Danilov at once saw the advantage, which was why he decided to leave them there, wanting first to read the case file of the Osipov mafia brigade to which Anatoli Lasin belonged. It had become instinctive to look for names that would personally mean something to him from Larissa’s murder, but very quickly, sighing in weary professional recognition, he saw the obvious tampering and accepted the pointlessness. The last criminal records photograph of the godfather-the brigadier himself, Mikhail Vasilevich Osipov-had been taken twelve years earlier, when he’d been bearded and heavily mustached. There wasn’t any explanation for there being no updated picture to accompany the two subsequent arrests. The beard and mustache would have long gone, and Osipov would be unrecognizable from the only image they had on file. There had been insufficient evidence-due to loss, also unexplained-to prosecute on either subsequent arrest, and there was even an assessment, unsigned, that the brigade was fragmenting under pressure from other, more powerful mafia families upon whom more attention should be focused. From which Danilov at once knew it wasn’t breaking up at all but that after the territory wars to which Pavin had referred-quoted in the assessment as evidence of the family’s demise-it had probably emerged one of the strongest in the city.

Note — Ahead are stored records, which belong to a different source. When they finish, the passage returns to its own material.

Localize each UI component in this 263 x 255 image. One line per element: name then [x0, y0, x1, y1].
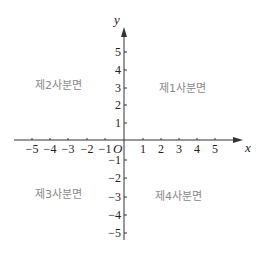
x-axis-label: x	[244, 140, 251, 155]
y-axis-label: y	[112, 12, 120, 27]
y-tick-label: 3	[115, 81, 121, 95]
x-tick-label: 4	[194, 142, 200, 156]
x-tick-label: −4	[44, 142, 57, 156]
y-tick-label: −2	[108, 171, 121, 185]
quadrant-2-label: 제2사분면	[35, 79, 82, 92]
y-tick-label: −5	[108, 226, 121, 240]
quadrant-3-label: 제3사분면	[35, 188, 82, 201]
quadrant-1-label: 제1사분면	[159, 82, 206, 95]
y-tick-label: 4	[115, 63, 121, 77]
x-axis-arrow-icon	[233, 137, 243, 143]
x-tick-label: 3	[176, 142, 182, 156]
origin-label: O	[113, 141, 123, 156]
x-tick-label: −3	[62, 142, 75, 156]
x-tick-label: 5	[212, 142, 218, 156]
y-tick-label: 2	[115, 98, 121, 112]
y-tick-label: −4	[108, 208, 121, 222]
y-tick-label: 5	[115, 45, 121, 59]
x-tick-label: −5	[26, 142, 39, 156]
y-tick-label: 1	[115, 116, 121, 130]
x-tick-label: −2	[81, 142, 94, 156]
x-tick-label: 2	[158, 142, 164, 156]
x-tick-label: 1	[140, 142, 146, 156]
y-tick-label: −3	[108, 190, 121, 204]
coordinate-plane: −5−4−3−2−112345 54321−1−2−3−4−5 x y O 제2…	[0, 0, 263, 255]
y-axis-arrow-icon	[121, 27, 127, 37]
quadrant-4-label: 제4사분면	[155, 190, 202, 203]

Who, wondered Danilov, was the well- but discreetly paid officer within his Organized Crime Bureau ensuring that the Osipov family remained protected from any irritating official intrusion? He was at once annoyed-embarrassed-at asking himself the question. Shouldn’t he know? It was his department, and he’d taken up the appointment as its director after exposing the corruption of the previous commanders with the burnished shield and sworn d
etermination to cleanse it from the bottom as effectively as he’d cleansed it from the top. And done what? Gotten rid of two of the most obviously bribed inspectors, earned the obstructive animosity of practically every other one, and after Larissa, in his swamp of selfpity and disinterest, allowed everything to go on-get worse, maybe-as it had before.

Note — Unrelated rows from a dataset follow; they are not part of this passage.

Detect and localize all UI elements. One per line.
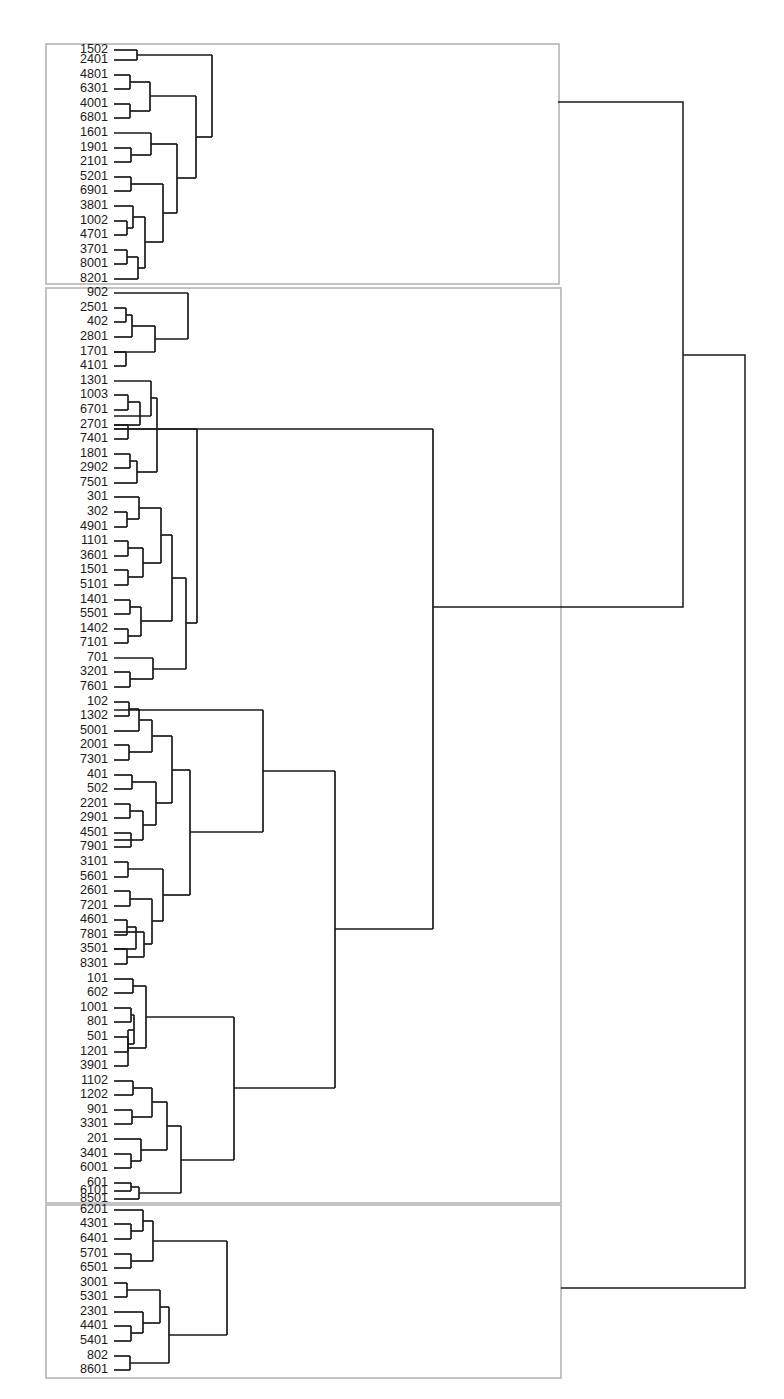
leaf-label: 5401 <box>80 1333 108 1347</box>
leaf-label: 701 <box>87 650 108 664</box>
leaf-label: 1201 <box>80 1044 108 1058</box>
leaf-label: 7101 <box>80 635 108 649</box>
leaf-label: 1801 <box>80 446 108 460</box>
leaf-label: 801 <box>87 1014 108 1028</box>
leaf-label: 5501 <box>80 606 108 620</box>
dendrogram-canvas: 1502240148016301400168011601190121015201… <box>0 0 784 1399</box>
leaf-label: 2902 <box>80 460 108 474</box>
leaf-label: 502 <box>87 781 108 795</box>
leaf-label: 6501 <box>80 1260 108 1274</box>
leaf-label: 301 <box>87 489 108 503</box>
dendrogram-figure: 1502240148016301400168011601190121015201… <box>0 0 784 1399</box>
leaf-label: 5201 <box>80 169 108 183</box>
leaf-label: 6701 <box>80 402 108 416</box>
leaf-label: 501 <box>87 1029 108 1043</box>
leaf-label: 5701 <box>80 1246 108 1260</box>
leaf-label: 4301 <box>80 1216 108 1230</box>
leaf-label: 6201 <box>80 1202 108 1216</box>
leaf-label: 2301 <box>80 1304 108 1318</box>
leaf-label: 3501 <box>80 941 108 955</box>
leaf-label: 7801 <box>80 927 108 941</box>
leaf-label: 4501 <box>80 825 108 839</box>
leaf-label: 3901 <box>80 1058 108 1072</box>
leaf-label: 3401 <box>80 1146 108 1160</box>
leaf-label: 7501 <box>80 475 108 489</box>
leaf-label: 2501 <box>80 300 108 314</box>
leaf-label: 1901 <box>80 140 108 154</box>
leaf-label: 3101 <box>80 854 108 868</box>
leaf-label: 1302 <box>80 708 108 722</box>
leaf-label: 8201 <box>80 271 108 285</box>
leaf-label: 3601 <box>80 548 108 562</box>
leaf-label: 4101 <box>80 358 108 372</box>
leaf-label: 6401 <box>80 1231 108 1245</box>
leaf-label: 902 <box>87 285 108 299</box>
leaf-label: 3801 <box>80 198 108 212</box>
leaf-label: 402 <box>87 314 108 328</box>
leaf-label: 7201 <box>80 898 108 912</box>
leaf-label: 1601 <box>80 125 108 139</box>
leaf-label: 6901 <box>80 183 108 197</box>
leaf-label: 3301 <box>80 1116 108 1130</box>
leaf-label: 901 <box>87 1102 108 1116</box>
leaf-label: 8601 <box>80 1362 108 1376</box>
leaf-label: 7301 <box>80 752 108 766</box>
leaf-label: 2801 <box>80 329 108 343</box>
leaf-label: 1301 <box>80 373 108 387</box>
leaf-label: 2201 <box>80 796 108 810</box>
leaf-label: 8001 <box>80 256 108 270</box>
leaf-label: 5301 <box>80 1289 108 1303</box>
leaf-label: 6301 <box>80 81 108 95</box>
leaf-label: 2401 <box>80 52 108 66</box>
leaf-label: 1701 <box>80 344 108 358</box>
leaf-label: 3201 <box>80 664 108 678</box>
leaf-label: 2601 <box>80 883 108 897</box>
leaf-label: 8301 <box>80 956 108 970</box>
leaf-label: 1001 <box>80 1000 108 1014</box>
leaf-label: 7401 <box>80 431 108 445</box>
leaf-label: 5601 <box>80 869 108 883</box>
leaf-label: 602 <box>87 985 108 999</box>
leaf-label: 302 <box>87 504 108 518</box>
leaf-label: 7601 <box>80 679 108 693</box>
leaf-label: 4601 <box>80 912 108 926</box>
leaf-label: 201 <box>87 1131 108 1145</box>
leaf-label: 1003 <box>80 387 108 401</box>
leaf-label: 2101 <box>80 154 108 168</box>
leaf-label: 2701 <box>80 417 108 431</box>
leaf-label: 1402 <box>80 621 108 635</box>
leaf-label: 1102 <box>81 1073 108 1087</box>
leaf-label: 6001 <box>80 1160 108 1174</box>
leaf-label: 4801 <box>80 67 108 81</box>
leaf-label: 802 <box>87 1348 108 1362</box>
figure-background <box>0 0 784 1399</box>
leaf-label: 401 <box>87 767 108 781</box>
leaf-label: 102 <box>87 694 108 708</box>
leaf-label: 7901 <box>80 839 108 853</box>
leaf-label: 2901 <box>80 810 108 824</box>
leaf-label: 3701 <box>80 242 108 256</box>
leaf-label: 4701 <box>80 227 108 241</box>
leaf-label: 1002 <box>80 213 108 227</box>
leaf-label: 4001 <box>80 96 108 110</box>
leaf-label: 5001 <box>80 723 108 737</box>
leaf-label: 101 <box>87 971 108 985</box>
leaf-label: 2001 <box>80 737 108 751</box>
leaf-label: 4401 <box>80 1318 108 1332</box>
leaf-label: 4901 <box>80 519 108 533</box>
leaf-label: 1101 <box>81 533 108 547</box>
leaf-label: 1401 <box>80 592 108 606</box>
leaf-label: 6801 <box>80 110 108 124</box>
leaf-label: 1202 <box>80 1087 108 1101</box>
leaf-label: 5101 <box>80 577 108 591</box>
leaf-label: 3001 <box>80 1275 108 1289</box>
leaf-label: 1501 <box>80 562 108 576</box>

What about the other self-imposed determination, his supposedly always being honest with himself? The so-far avoided question. Which it was time to confront. His unease wasn’t at his failure to correct the crookedness of others. It was at the thought-the vaguest, seductive wisp of an idea-of the only way he could maintain two homes and support Olga if she carried out her threat, which he had little doubt she would vindictively do.

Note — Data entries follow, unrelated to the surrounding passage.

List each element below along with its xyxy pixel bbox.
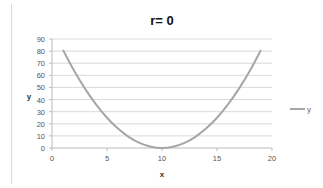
chart-title: r= 0 <box>150 13 174 28</box>
y-tick-label: 90 <box>37 35 45 44</box>
x-tick-label: 20 <box>268 154 276 163</box>
x-axis-label: x <box>160 170 165 179</box>
y-tick-label: 40 <box>37 96 45 105</box>
y-tick-label: 10 <box>37 132 45 141</box>
chart: r= 0 0102030405060708090 05101520 y x y <box>0 0 323 188</box>
y-tick-label: 20 <box>37 120 45 129</box>
x-axis-ticks: 05101520 <box>50 148 276 163</box>
x-tick-label: 5 <box>105 154 109 163</box>
y-axis-ticks: 0102030405060708090 <box>37 35 52 153</box>
y-tick-label: 30 <box>37 108 45 117</box>
x-tick-label: 15 <box>213 154 221 163</box>
y-tick-label: 80 <box>37 47 45 56</box>
y-tick-label: 70 <box>37 59 45 68</box>
y-axis-label: y <box>27 92 32 101</box>
x-tick-label: 10 <box>158 154 166 163</box>
legend: y <box>290 105 311 114</box>
series-y-line <box>63 50 261 148</box>
y-tick-label: 0 <box>41 144 45 153</box>
x-tick-label: 0 <box>50 154 54 163</box>
legend-label: y <box>307 105 311 114</box>
y-tick-label: 60 <box>37 71 45 80</box>
y-tick-label: 50 <box>37 83 45 92</box>
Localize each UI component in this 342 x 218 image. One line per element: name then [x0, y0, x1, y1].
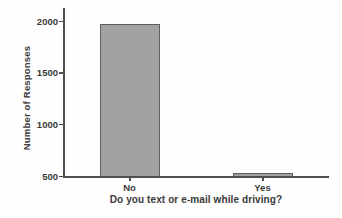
y-tick-label: 500: [18, 171, 58, 182]
x-category-label: Yes: [233, 182, 293, 193]
y-tick-mark: [59, 72, 63, 74]
y-tick-mark: [59, 21, 63, 23]
y-tick-label: 1000: [18, 119, 58, 130]
x-tick-mark: [262, 177, 264, 181]
y-axis-title: Number of Responses: [21, 46, 32, 151]
x-category-label: No: [100, 182, 160, 193]
bar-yes: [233, 173, 293, 176]
x-axis-line: [63, 176, 329, 178]
bar-no: [100, 24, 160, 176]
y-tick-mark: [59, 176, 63, 178]
y-axis-line: [63, 8, 65, 176]
bar-chart: Number of Responses 500100015002000NoYes…: [0, 0, 342, 218]
y-tick-label: 2000: [18, 16, 58, 27]
y-tick-label: 1500: [18, 67, 58, 78]
y-tick-mark: [59, 124, 63, 126]
x-tick-mark: [129, 177, 131, 181]
x-axis-title: Do you text or e-mail while driving?: [63, 194, 329, 205]
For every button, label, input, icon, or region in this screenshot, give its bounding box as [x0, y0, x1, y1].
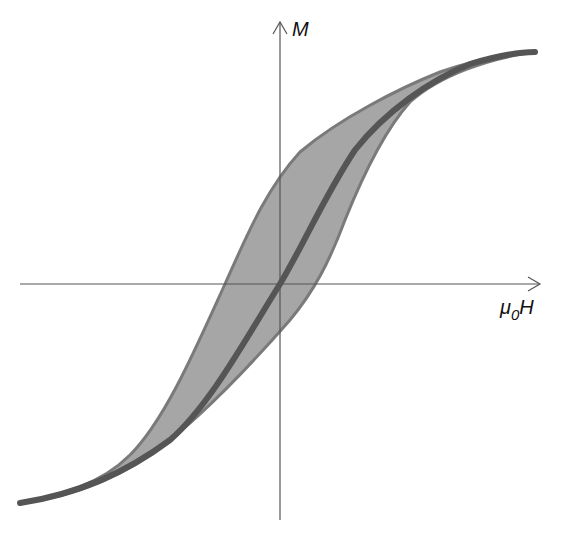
x-axis-label: μ0H — [499, 296, 534, 323]
hysteresis-diagram: M μ0H — [0, 0, 570, 540]
hysteresis-loop-area — [20, 52, 535, 503]
y-axis-label: M — [292, 18, 309, 40]
x-axis-label-h: H — [519, 296, 534, 318]
x-axis-label-mu: μ — [499, 296, 511, 318]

But how could he? Danilov demanded of himself. Everything was totally different now from how it had been when he’d gone along with the accepted system. Which (excuse-seeking, he at once accused himself) in his case had not been dealing with the organized crime families. The reverse. He’d protected the small shopkeepers and businesses and independent entrepreneurs in the district he’d commanded as a uniformed militia colonel, facing down-arresting and prosecuting-the gangs who’d tried to extort protection money. For which those shopkeepers and businessmen and entrepreneurs had been grateful. He’d never exacted a levy or asked for any tribute. Whatever had been given had been offered freely: not once had he treated differently someone who had never given him a gift from someone who had.
But he wasn’t any longer a uniformed militia officer with a comparatively small suburb of the city to administer, no longer the policeman who could take an offered apple from the stall. He was at the absolute center now-and at the pinnacle. What would his worth be to the brigade whose file was on the table in front of him or any of the other mafia groups who’d sliced the Moscow cake between them? Incalculable. Whatever car he demanded, whatever retainer he suggested, whatever rent-free apartment he chose.